A NEW shopping precinct would be created around Wantage’s civic hall under a new residents’ town plan.

Under the plan, Wantage Sorting Office would be converted into three-storey buildings around a courtyard with ground floor shops and flats above.

Moving south, the regeneration would cross Church Street and enter a new street named Beacon Lane on what is now the road leading up to The Beacon.

This avenue would be lined by three-storey developments with ground floor shops and other leisure uses with more flats above.

Beacon Lane would end in a “small, sunny square” wrapped around the entrance to The Beacon with 2,280 sq m of ground floor shops and restaurants and 72 flats above.

If the plan passes a town-wide referendum and is approved by government, it will help fast-track the sort of development it proposes, and hinder alternative propositions.

For example, Royal Mail has not been consulted about the proposal to convert its sorting office into a shopping area, but if the plan is adopted it could act as a prior approval for such a scheme, which could make it easier for Royal Mail to get planning permission to sell the site.

Leaflets about the draft plan are being delivered to every home in the OX12 postcode, and Wantage’s 11,000 residents are being asked for their feedback. Steering group chairwoman Julie Mabberley urged people to join in the consultation.

She said: “We cannot finalise the policies in the plan without residents telling us what is really important to them.”

The plan can only be adopted if over 50 per cent of people vote for it in a referendum next year.

Vale of White Horse District Council’s Retail and Town Centre Study of October 2014 said Wantage would need to find an extra 4,200 sq m of retail floorspace by 2031.

The steering group originally looked at expanding the town centre onto King’s Wharf around Sainsbury’s or the Broadway Motors site at the bottom of Wallingford Street.

But separate plans to develop King’s Wharf were revealed last month and Broadway owner John Smith has said he would never sell his site.

Ms Mabberley warned that the biggest obstacle to extending the town centre was a plan to turn the old police station in Church Street into retirement homes.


## What this task involves
Every line of the listing that contains the word "axis" is to be copied out.

## Records for the exercise
_ _ _ _

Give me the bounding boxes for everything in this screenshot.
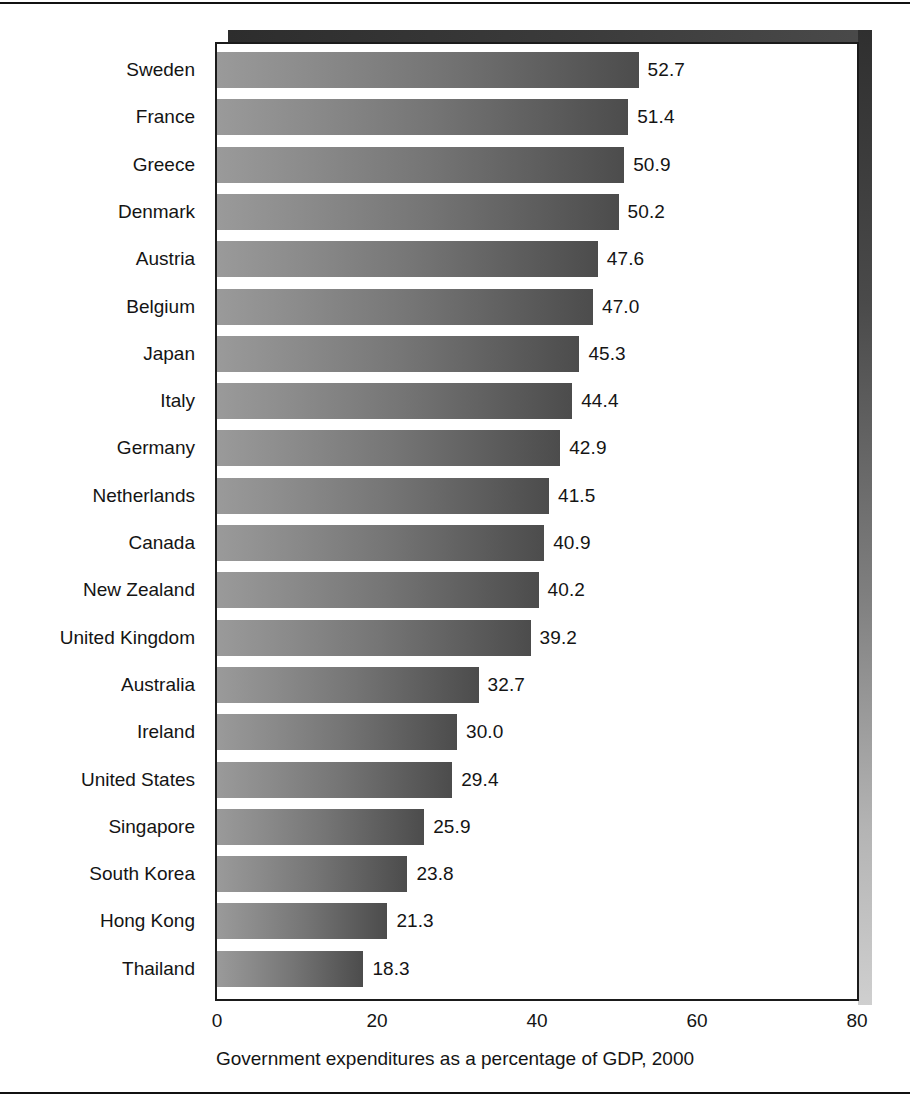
bar-value-label: 50.2 (628, 201, 665, 223)
category-label: France (0, 99, 205, 135)
bar-value-label: 39.2 (540, 627, 577, 649)
bar (217, 383, 572, 419)
figure-container: SwedenFranceGreeceDenmarkAustriaBelgiumJ… (0, 0, 910, 1106)
bar-row: 42.9 (217, 430, 857, 466)
bottom-divider-rule (0, 1092, 910, 1094)
bar-row: 25.9 (217, 809, 857, 845)
category-label: Hong Kong (0, 903, 205, 939)
category-label: Australia (0, 667, 205, 703)
bar-row: 47.0 (217, 289, 857, 325)
bar-row: 21.3 (217, 903, 857, 939)
category-label: Sweden (0, 52, 205, 88)
x-axis-ticks: 020406080 (0, 1010, 910, 1036)
x-tick-label: 40 (526, 1010, 547, 1032)
bar (217, 52, 639, 88)
bar-row: 40.2 (217, 572, 857, 608)
bar (217, 620, 531, 656)
bar (217, 809, 424, 845)
bar-value-label: 45.3 (588, 343, 625, 365)
bar-value-label: 52.7 (648, 59, 685, 81)
bar-value-label: 47.0 (602, 296, 639, 318)
bar-row: 50.9 (217, 147, 857, 183)
x-tick-label: 80 (846, 1010, 867, 1032)
category-label: Japan (0, 336, 205, 372)
bar (217, 99, 628, 135)
category-label: Greece (0, 147, 205, 183)
bar (217, 762, 452, 798)
bar-row: 32.7 (217, 667, 857, 703)
category-label: Canada (0, 525, 205, 561)
category-label: South Korea (0, 856, 205, 892)
bar-row: 23.8 (217, 856, 857, 892)
panel-shadow-right (858, 30, 872, 1005)
bar-row: 29.4 (217, 762, 857, 798)
bar (217, 336, 579, 372)
category-label: Denmark (0, 194, 205, 230)
bar-row: 45.3 (217, 336, 857, 372)
x-tick-label: 0 (212, 1010, 223, 1032)
bar-row: 44.4 (217, 383, 857, 419)
bar (217, 951, 363, 987)
top-divider-rule (0, 2, 910, 4)
bar-value-label: 25.9 (433, 816, 470, 838)
category-label: United Kingdom (0, 620, 205, 656)
category-label: Ireland (0, 714, 205, 750)
category-label: Italy (0, 383, 205, 419)
bar-value-label: 41.5 (558, 485, 595, 507)
category-label: Netherlands (0, 478, 205, 514)
plot-area: 52.751.450.950.247.647.045.344.442.941.5… (217, 52, 857, 1000)
bar (217, 430, 560, 466)
category-label: Austria (0, 241, 205, 277)
bar (217, 241, 598, 277)
bar-value-label: 50.9 (633, 154, 670, 176)
bar-value-label: 40.2 (548, 579, 585, 601)
x-axis-caption: Government expenditures as a percentage … (0, 1048, 910, 1070)
bar-row: 18.3 (217, 951, 857, 987)
bar-row: 52.7 (217, 52, 857, 88)
bar (217, 903, 387, 939)
bar (217, 525, 544, 561)
bar (217, 478, 549, 514)
category-label: Thailand (0, 951, 205, 987)
bar-value-label: 51.4 (637, 106, 674, 128)
bar (217, 194, 619, 230)
bar-value-label: 30.0 (466, 721, 503, 743)
bar (217, 572, 539, 608)
bar-row: 30.0 (217, 714, 857, 750)
x-tick-label: 20 (366, 1010, 387, 1032)
category-label: Belgium (0, 289, 205, 325)
category-axis-labels: SwedenFranceGreeceDenmarkAustriaBelgiumJ… (0, 52, 205, 1000)
x-tick-label: 60 (686, 1010, 707, 1032)
bar-value-label: 18.3 (372, 958, 409, 980)
bar (217, 147, 624, 183)
category-label: Germany (0, 430, 205, 466)
bar-row: 47.6 (217, 241, 857, 277)
bar-row: 39.2 (217, 620, 857, 656)
bar-value-label: 40.9 (553, 532, 590, 554)
bar (217, 667, 479, 703)
bar-row: 51.4 (217, 99, 857, 135)
bar-value-label: 21.3 (396, 910, 433, 932)
bar (217, 714, 457, 750)
bar-row: 50.2 (217, 194, 857, 230)
category-label: Singapore (0, 809, 205, 845)
category-label: New Zealand (0, 572, 205, 608)
bar (217, 856, 407, 892)
bar-value-label: 29.4 (461, 769, 498, 791)
category-label: United States (0, 762, 205, 798)
bar (217, 289, 593, 325)
bar-row: 40.9 (217, 525, 857, 561)
bar-value-label: 32.7 (488, 674, 525, 696)
bar-value-label: 42.9 (569, 437, 606, 459)
bar-value-label: 23.8 (416, 863, 453, 885)
bar-value-label: 47.6 (607, 248, 644, 270)
bar-value-label: 44.4 (581, 390, 618, 412)
bar-row: 41.5 (217, 478, 857, 514)
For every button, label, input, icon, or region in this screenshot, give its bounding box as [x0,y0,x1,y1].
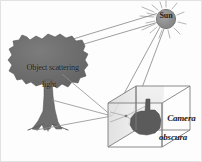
sun-spoke-icon [168,30,170,38]
sun-spoke-icon [146,21,155,23]
sun-spoke-icon [159,30,162,38]
sun-spoke-icon [172,3,177,9]
camera-label-line2: obscura [159,133,202,142]
sun-spoke-long-icon [142,7,154,12]
sun-spoke-icon [177,12,184,15]
camera-label-line1: Camera [167,113,195,123]
object-label-line2: light [13,81,85,90]
sun-label: Sun [155,12,177,20]
sun-spoke-icon [174,28,180,34]
object-scattering-light-label: Object scattering light [13,55,85,107]
sun-spoke-icon [150,27,157,33]
box-edge-connector [162,86,190,103]
sun-spoke-icon [152,5,158,10]
camera-obscura-label: Camera obscura [159,105,202,162]
object-label-line1: Object scattering [27,63,79,72]
camera-obscura-diagram: Sun Object scattering light Camera obscu… [0,0,202,162]
sun-spoke-icon [178,22,186,24]
sun-spoke-icon [160,2,162,8]
box-left-face [108,86,136,147]
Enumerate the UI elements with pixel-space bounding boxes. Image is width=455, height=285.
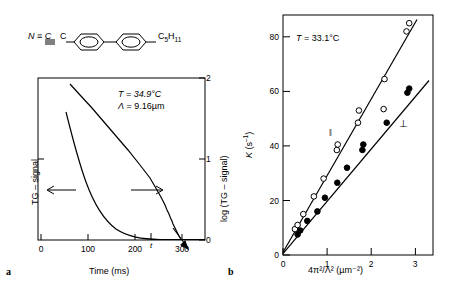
panel-a-xtick-100: 100 xyxy=(76,244,100,254)
panel-a-temperature-annotation: T = 34.9°C xyxy=(118,89,161,99)
panel-a-x-axis-title: Time (ms) xyxy=(89,266,129,276)
panel-a-tau-label: t xyxy=(145,241,157,250)
panel-a-right-tick-1: 1 xyxy=(206,154,216,164)
panel-b-series-label-perpendicular: ⊥ xyxy=(399,118,408,129)
left-arrow-annotation xyxy=(47,186,76,194)
panel-a-right-tick-0: 0 xyxy=(206,235,216,245)
panel-b-xtick-0: 0 xyxy=(276,259,290,269)
panel-a-decay-curve xyxy=(66,112,205,240)
panel-b-series-label-parallel: ‖ xyxy=(329,127,332,138)
panel-b-temperature-annotation: T = 33.1°C xyxy=(296,33,339,43)
panel-b-label: b xyxy=(228,266,234,277)
panel-a-xtick-0: 0 xyxy=(34,244,48,254)
panel-b-y-axis-title: K (s–1) xyxy=(242,132,254,158)
panel-b-fit-line-perpendicular xyxy=(283,81,429,254)
panel-b-series-parallel-points xyxy=(292,20,412,232)
panel-b-x-axis-title: 4π²/Λ² (µm⁻²) xyxy=(308,265,363,275)
panel-a-right-tick-2: 2 xyxy=(206,73,216,83)
panel-b-ytick-60: 60 xyxy=(261,86,279,96)
panel-b-xtick-1: 1 xyxy=(320,259,334,269)
panel-b-ytick-20: 20 xyxy=(261,196,279,206)
panel-a-plot xyxy=(0,0,228,285)
panel-a-lambda-annotation: Λ = 9.16µm xyxy=(118,101,164,111)
right-arrow-annotation xyxy=(131,186,163,194)
panel-a-label: a xyxy=(6,266,11,277)
figure-root: N ≡ C C C5H11 xyxy=(0,0,455,285)
panel-a-xtick-300: 300 xyxy=(170,244,194,254)
panel-a-xtick-200: 200 xyxy=(123,244,147,254)
panel-b-xtick-2: 2 xyxy=(364,259,378,269)
panel-a-left-axis-title: TG – signal xyxy=(30,159,40,205)
panel-b-series-perpendicular-points xyxy=(295,86,412,238)
panel-b-xtick-3: 3 xyxy=(408,259,422,269)
panel-b-ytick-80: 80 xyxy=(261,32,279,42)
panel-b-ytick-40: 40 xyxy=(261,141,279,151)
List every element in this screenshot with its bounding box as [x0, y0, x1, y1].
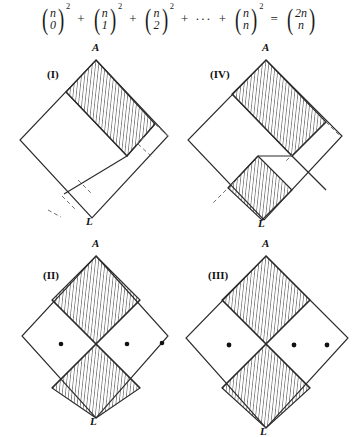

_ _ _ _

## Result below
x-axis-ticks: 020406080 (0, 1010, 910, 1036)
x-axis-caption: Government expenditures as a percentage … (0, 1048, 910, 1070)
category-axis-labels: SwedenFranceGreeceDenmarkAustriaBelgiumJ… (0, 52, 205, 1000)
panel-a-x-axis-title: Time (ms) xyxy=(89,266,129,276)
panel-b-y-axis-title: K (s–1) xyxy=(242,132,254,158)
panel-b-x-axis-title: 4π²/Λ² (µm⁻²) xyxy=(308,265,363,275)
panel-a-left-axis-title: TG – signal xyxy=(30,159,40,205)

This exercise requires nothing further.